Last Wednesday, 18th July, the death was announced of Geoffrey Harris Augustus Wellum. He was 96 years old. A long life, a good innings, a man with an imperial name. Anything else of significance? Well, yes.

Wellum joined the Royal Air Force (RAF) in August 1939, aged 17, and, within a year, with fewer than 100 hours of solo flying to his name, he was part of 92 Squadron, based initially at Northolt and later at Biggin Hill. He became the youngest Spitfire pilot to fight in the Battle of Britain and he survived World War Two. Wellum also made it to the 100th birthday of the RAF itself, in April 2018. Geoffrey was special.

Fortunately for subsequent generations, Wellum wrote a gripping account of his time flying perhaps the most iconic fighter aircraft of all time. This memoir, First Light, was published in 2002. Actually, Wellum started writing it in the 1970s but the text remained hidden away in a drawer at his home in Cornwall until he casually showed it to military historian and author James Holland.

Impressed with the quality of the writing, Holland took the manuscript to Penguin and they snapped it up. Never intended for publication, the book seems to have been written to support Wellum’s self-esteem at a time when business and marital troubles were causing him to question the merits of his life. This seems odd, given his contribution to the nation, but, as he once put it: ‘I had reached the pinnacle of my life before the age of 22.’ That left a whole new lifetime to navigate.

Some narratives manage to transport the reader to the time and place of the story. In a wartime context, Birdsong by Sebastian Faulks and To Die in Spring by Ralf Rothmann are excellent examples of this rare skill in an author. With First Light, while the writing may not reach the lofty heights of the most gifted practitioners, this outcome is achieved too and there is the added intoxication of hearing from a young man who was there, living it.

I won’t spoil the read but the book manages to convey a vivid impression of fighter combat, as both predator and prey, an insight into the confusing realities of war, losing comrades while killing fellow pilots and, as if to illuminate what kept him going, Wellum’s profound love for his country and equal hatred for the prospect of Nazi occupation.

Unsurprisingly, later in the war, after three years of intense flying, Wellum, by now a flight commander, did hit the wall and required sick leave.
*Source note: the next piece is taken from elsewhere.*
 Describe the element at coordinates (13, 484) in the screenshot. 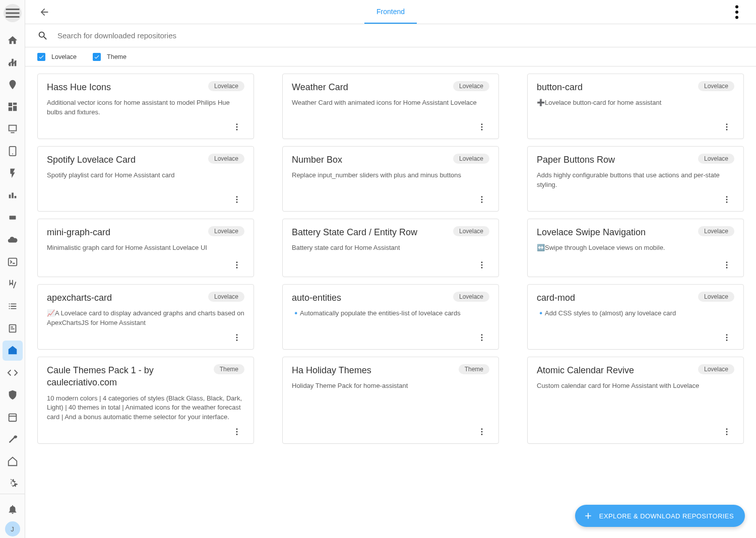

In his words: “I’d shot my bolt…I had no reserves left…I felt destroyed by the war”.

The lasting image from First Light, however, is of Geoffrey Wellum, nicknamed ‘Boy’ in the RAF due to his youth, as a brave, patriotic and effective pilot who contributed heroically to victory against the Luftwaffe during those momentous months of 1940.

In reading Wellum’s chronicle, I do wonder if, in my first job, I had been asked to risk my life several times a day and presented with an average life-expectancy in the role of just four weeks, I would have been so resolute. I can relate to Wellum’s bond with the Spitfire (I would probably include the sound of a Rolls-Royce Merlin engine in my imaginary Desert Island Discs compilation) but could I have stepped up and matched Geoffrey for relentless courage, skill and determination?   

With this question in mind, as the anniversaries of the last major conflict to threaten this island reach the edges of living memory, it is unsettling to concede how poorly we absorb the wisdom, born of personal experiences, from such catastrophic events. To quote German philosopher Friedrich Hegel: ‘The only thing we learn from history is that we learn nothing from history.’

But if we can’t learn from the triumphs and follies of the past, let’s always remember them.

At the very least, the next time we complain about a hard day at work, an arduous commute, a disagreement with a colleague or client, let’s just look up at the sky and think about what a day at the office was like for Geoffrey and his mates 78 years ago. Most of us will never set off in the morning wondering if this is the day that we don’t come home.

Rest in peace, Geoffrey Wellum DFC. We owe you.